Admittedly Keele stopped upon the bridge, but Lovely contends that the evidence favoring her theory of the case could have supported a determination that Keele could have pulled off the road before he reached the bridge. Thus, she claims she was entitled to the instruction.

We think the statute was inapplicable to the evidence in this case, and the instruction was properly refused. Although there was conflicting evidence regarding the circumstances at the time Keele stopped, one fact is undisputed. His only purpose in stopping was to avoid the traffic ahead of him. He did not intend an even temporary cessation of operation except as it appeared to be required for safety.

In Northern Ind. Transit v.
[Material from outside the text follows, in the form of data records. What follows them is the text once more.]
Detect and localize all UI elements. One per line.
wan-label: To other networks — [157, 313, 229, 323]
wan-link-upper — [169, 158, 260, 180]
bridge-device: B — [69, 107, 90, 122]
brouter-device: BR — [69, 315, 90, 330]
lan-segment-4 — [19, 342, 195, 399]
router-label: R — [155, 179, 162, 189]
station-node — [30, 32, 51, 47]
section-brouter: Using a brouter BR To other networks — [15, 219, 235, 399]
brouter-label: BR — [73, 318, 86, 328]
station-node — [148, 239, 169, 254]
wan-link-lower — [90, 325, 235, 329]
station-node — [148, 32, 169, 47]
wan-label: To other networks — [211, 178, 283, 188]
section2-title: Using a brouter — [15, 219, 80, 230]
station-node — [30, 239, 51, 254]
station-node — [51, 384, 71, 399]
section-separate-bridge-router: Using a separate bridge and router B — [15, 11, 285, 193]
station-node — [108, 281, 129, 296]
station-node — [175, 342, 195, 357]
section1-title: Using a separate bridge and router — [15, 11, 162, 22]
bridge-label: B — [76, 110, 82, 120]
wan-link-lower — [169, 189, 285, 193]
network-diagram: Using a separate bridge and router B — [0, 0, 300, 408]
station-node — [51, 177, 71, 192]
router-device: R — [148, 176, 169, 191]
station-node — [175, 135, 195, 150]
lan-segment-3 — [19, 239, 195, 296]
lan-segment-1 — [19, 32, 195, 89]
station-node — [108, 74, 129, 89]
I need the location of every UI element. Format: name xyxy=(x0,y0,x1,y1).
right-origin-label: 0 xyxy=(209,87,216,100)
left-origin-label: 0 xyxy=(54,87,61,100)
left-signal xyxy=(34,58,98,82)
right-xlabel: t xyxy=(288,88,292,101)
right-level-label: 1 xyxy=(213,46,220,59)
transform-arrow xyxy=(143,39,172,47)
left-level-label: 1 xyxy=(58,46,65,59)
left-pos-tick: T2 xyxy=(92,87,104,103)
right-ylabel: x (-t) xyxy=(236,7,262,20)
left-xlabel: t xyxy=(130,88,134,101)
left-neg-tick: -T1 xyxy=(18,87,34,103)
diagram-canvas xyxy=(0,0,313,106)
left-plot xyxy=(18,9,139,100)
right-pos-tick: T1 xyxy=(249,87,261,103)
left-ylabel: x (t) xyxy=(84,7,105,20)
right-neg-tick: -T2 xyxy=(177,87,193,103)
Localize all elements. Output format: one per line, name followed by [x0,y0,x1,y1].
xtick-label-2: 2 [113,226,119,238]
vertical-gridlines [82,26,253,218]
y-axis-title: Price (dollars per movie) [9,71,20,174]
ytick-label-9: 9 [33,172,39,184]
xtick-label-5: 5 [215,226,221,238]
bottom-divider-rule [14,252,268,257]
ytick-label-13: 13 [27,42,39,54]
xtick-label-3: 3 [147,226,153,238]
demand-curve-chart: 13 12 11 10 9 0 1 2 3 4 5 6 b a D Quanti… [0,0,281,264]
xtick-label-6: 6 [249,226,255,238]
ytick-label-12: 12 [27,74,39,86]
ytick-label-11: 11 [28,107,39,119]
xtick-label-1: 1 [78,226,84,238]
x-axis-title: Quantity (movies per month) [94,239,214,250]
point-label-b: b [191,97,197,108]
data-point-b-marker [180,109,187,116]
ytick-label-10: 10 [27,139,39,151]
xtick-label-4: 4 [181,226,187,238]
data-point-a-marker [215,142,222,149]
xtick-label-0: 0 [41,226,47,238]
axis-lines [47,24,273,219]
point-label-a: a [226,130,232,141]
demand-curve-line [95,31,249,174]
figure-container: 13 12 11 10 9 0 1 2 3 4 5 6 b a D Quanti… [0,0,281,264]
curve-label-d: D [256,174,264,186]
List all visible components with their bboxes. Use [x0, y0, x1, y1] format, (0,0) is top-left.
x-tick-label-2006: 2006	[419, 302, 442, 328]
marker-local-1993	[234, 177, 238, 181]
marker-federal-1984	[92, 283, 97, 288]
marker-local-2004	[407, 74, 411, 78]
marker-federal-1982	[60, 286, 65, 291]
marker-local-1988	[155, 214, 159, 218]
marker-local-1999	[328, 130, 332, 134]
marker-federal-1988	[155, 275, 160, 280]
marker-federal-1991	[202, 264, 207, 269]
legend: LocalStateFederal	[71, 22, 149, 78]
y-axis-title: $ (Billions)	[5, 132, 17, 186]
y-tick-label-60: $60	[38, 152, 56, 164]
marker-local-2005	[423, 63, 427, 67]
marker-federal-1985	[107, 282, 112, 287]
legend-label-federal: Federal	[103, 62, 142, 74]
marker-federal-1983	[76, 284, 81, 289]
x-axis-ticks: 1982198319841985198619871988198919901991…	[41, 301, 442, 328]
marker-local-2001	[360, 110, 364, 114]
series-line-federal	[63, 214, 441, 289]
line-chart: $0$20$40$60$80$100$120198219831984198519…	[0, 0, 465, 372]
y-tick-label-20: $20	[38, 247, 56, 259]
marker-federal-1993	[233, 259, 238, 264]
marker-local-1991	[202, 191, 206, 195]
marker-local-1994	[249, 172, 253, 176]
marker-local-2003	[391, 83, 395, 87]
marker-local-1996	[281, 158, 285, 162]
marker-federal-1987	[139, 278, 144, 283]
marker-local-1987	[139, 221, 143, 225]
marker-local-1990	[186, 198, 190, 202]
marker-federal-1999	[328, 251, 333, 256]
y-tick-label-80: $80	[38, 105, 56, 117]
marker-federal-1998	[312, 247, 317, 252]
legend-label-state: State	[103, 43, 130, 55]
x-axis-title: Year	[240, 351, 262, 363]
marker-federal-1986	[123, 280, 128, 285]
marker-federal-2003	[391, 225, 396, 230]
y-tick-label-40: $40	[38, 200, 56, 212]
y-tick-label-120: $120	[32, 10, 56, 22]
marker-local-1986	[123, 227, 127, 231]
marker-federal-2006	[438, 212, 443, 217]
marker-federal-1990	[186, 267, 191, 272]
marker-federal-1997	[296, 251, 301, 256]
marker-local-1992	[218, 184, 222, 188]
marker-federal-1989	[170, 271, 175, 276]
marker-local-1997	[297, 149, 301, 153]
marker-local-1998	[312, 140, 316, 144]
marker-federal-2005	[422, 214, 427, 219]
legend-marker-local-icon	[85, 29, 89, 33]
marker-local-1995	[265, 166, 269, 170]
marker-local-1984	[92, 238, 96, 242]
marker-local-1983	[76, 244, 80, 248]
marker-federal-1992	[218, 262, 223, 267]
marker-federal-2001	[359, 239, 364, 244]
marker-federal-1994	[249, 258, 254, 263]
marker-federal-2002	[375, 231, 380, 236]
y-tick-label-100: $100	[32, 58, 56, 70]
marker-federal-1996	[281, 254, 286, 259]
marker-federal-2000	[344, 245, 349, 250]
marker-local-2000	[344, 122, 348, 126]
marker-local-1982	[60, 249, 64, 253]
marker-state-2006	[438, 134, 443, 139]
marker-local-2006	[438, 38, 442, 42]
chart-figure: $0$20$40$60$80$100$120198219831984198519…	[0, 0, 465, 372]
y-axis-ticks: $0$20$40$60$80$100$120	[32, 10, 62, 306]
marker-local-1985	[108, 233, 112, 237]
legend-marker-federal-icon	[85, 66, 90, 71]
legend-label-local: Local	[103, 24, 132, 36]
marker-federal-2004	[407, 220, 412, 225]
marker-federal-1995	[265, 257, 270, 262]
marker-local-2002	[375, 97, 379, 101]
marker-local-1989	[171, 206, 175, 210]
Burk (1950), 228 Ind. 162, 169, 89 N.E.2d 905, 908, our Supreme Court stated:

"Traffic statutes should `receive a reasonable construction consistent with the purpose of their enactment and the practical difficulties that arise in their application to particular cases.'"
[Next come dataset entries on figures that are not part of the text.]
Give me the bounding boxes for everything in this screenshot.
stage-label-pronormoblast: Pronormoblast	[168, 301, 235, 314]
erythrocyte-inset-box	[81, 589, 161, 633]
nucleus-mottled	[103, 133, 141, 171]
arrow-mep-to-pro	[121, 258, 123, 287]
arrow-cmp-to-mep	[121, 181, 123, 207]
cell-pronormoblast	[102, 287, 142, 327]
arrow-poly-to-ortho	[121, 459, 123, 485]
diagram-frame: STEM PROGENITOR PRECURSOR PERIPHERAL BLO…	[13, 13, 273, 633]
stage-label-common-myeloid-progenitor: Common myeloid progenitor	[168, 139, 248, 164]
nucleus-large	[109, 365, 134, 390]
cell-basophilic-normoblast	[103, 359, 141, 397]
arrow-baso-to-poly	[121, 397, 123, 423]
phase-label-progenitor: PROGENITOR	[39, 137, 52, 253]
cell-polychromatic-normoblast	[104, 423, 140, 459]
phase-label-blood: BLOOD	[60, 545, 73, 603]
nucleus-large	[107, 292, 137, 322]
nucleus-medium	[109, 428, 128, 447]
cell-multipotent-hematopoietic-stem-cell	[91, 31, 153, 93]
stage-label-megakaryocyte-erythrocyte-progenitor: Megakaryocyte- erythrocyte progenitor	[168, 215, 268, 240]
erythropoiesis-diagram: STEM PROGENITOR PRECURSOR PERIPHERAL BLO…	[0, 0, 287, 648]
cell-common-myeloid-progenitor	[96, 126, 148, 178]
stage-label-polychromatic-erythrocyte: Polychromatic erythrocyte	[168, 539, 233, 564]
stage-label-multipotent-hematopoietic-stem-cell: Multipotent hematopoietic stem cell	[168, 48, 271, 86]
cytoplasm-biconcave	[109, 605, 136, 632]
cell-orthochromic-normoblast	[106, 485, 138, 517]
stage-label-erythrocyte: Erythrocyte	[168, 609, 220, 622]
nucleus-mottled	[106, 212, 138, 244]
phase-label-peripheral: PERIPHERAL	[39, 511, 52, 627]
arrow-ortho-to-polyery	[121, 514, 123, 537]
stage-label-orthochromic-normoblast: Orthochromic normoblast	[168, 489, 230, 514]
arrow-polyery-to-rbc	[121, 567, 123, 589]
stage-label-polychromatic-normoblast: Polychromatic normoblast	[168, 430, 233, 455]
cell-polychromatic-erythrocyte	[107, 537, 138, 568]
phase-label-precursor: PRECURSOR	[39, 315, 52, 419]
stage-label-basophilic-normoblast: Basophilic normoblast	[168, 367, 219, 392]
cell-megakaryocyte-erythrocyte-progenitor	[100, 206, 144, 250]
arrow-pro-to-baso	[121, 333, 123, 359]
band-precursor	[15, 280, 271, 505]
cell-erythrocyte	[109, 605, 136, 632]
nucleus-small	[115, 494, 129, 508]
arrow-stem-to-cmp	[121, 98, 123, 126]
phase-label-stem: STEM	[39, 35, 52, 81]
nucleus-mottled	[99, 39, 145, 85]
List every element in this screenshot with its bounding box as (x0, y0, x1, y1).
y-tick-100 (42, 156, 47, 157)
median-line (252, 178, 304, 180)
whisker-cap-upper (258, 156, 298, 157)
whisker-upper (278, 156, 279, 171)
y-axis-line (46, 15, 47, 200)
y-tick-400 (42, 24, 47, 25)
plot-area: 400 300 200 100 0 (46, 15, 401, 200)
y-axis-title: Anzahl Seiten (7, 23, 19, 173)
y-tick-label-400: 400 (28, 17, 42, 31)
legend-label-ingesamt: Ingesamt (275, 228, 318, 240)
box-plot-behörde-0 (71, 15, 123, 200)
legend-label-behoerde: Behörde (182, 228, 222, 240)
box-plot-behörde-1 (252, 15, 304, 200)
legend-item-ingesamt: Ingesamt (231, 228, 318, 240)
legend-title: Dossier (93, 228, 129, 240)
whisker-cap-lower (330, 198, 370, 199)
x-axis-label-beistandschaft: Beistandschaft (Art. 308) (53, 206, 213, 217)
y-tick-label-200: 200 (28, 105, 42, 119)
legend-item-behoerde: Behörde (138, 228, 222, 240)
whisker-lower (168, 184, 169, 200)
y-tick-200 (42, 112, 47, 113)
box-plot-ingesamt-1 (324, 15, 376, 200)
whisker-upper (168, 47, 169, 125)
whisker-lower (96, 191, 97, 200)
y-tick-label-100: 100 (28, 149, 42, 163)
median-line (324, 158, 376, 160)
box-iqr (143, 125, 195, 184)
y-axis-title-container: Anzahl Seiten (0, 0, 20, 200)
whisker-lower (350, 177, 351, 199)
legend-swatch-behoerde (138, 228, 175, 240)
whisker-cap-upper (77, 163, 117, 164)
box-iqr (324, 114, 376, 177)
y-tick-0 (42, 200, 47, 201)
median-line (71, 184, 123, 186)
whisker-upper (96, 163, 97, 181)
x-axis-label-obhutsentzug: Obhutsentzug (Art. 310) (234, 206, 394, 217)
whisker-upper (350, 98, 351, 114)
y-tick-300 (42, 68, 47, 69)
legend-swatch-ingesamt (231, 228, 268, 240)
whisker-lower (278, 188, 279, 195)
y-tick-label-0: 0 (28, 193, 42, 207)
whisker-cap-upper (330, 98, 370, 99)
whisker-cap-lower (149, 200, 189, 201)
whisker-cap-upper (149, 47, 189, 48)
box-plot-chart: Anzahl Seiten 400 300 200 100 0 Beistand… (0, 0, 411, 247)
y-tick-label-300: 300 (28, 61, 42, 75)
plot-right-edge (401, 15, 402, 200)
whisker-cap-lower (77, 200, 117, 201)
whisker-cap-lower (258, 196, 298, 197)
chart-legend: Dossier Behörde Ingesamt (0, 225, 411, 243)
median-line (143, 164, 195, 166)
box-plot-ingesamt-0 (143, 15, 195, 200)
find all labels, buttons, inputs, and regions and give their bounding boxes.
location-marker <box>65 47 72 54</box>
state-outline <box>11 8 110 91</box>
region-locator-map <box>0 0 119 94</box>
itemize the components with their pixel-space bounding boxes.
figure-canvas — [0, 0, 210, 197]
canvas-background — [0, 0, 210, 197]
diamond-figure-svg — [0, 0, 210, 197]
Under our Uniform Act Regulating Traffic on Highways (IC 1971, 9-4-1-1 et seq.) there are instances where a driver must stop his vehicle as a part of his use of the highway for the purpose of travel. There are other instances when such stopping is either inconsistent with such purpose or at least represents a departure therefrom. The statute urged by Lovely is intended to apply to these latter instances. It was not, however, intended to apply to any and every stop made by the driver of a motor vehicle.

Thus, in Woodrow v. Woodrow (1961), 131 Ind. App. 523, 172 N.E.2d 883, the statute was held to be properly invoked against a driver who stopped in the travelled portion of the road in order to hunt a pheasant.

A federal court has further held the statute was violated where a driver drove into smoke which was blowing across the highway from a nearby brush fire, and then stopped and remained on the travelled portion of the road when the smoke became dense. Feguer v. Brown (N.D.Ind. 1955), 130 F. Supp. 637.

The use of the word "stop" in the statute is not mere surplusage. However, when the entire traffic act is considered, its use was clearly not intended to make the statute apply to all stops. Rather the term was used to apply to "stops" which were not a part of, or were inconsistent with, the purpose of continuing travel upon the highway.

This the legislature attempted to accomplish in IC 1971, X-X-X-XXX without creating a possible semantic discrepancy over whether the stopping was technically a "parking".

As the Supreme Court stated in Northern Indiana Transit the reasonableness of the purpose, the place and the length of stopping may determine whether the cessation of motion is a mere stop or a parking. Where, however, it is undisputed that the stop was only momentary for the purpose of avoiding a hazard to further progress, IC 1971, X-X-X-XXX is not applicable as a basis for negligence per se.[1]

The judgment is affirmed.

STATON, P.J., and HOFFMAN, J., concur.

NOTES

[1] Whether such a stop might even then factually constitute a lack of reasonable care is another question and beyond the issue before us on appeal.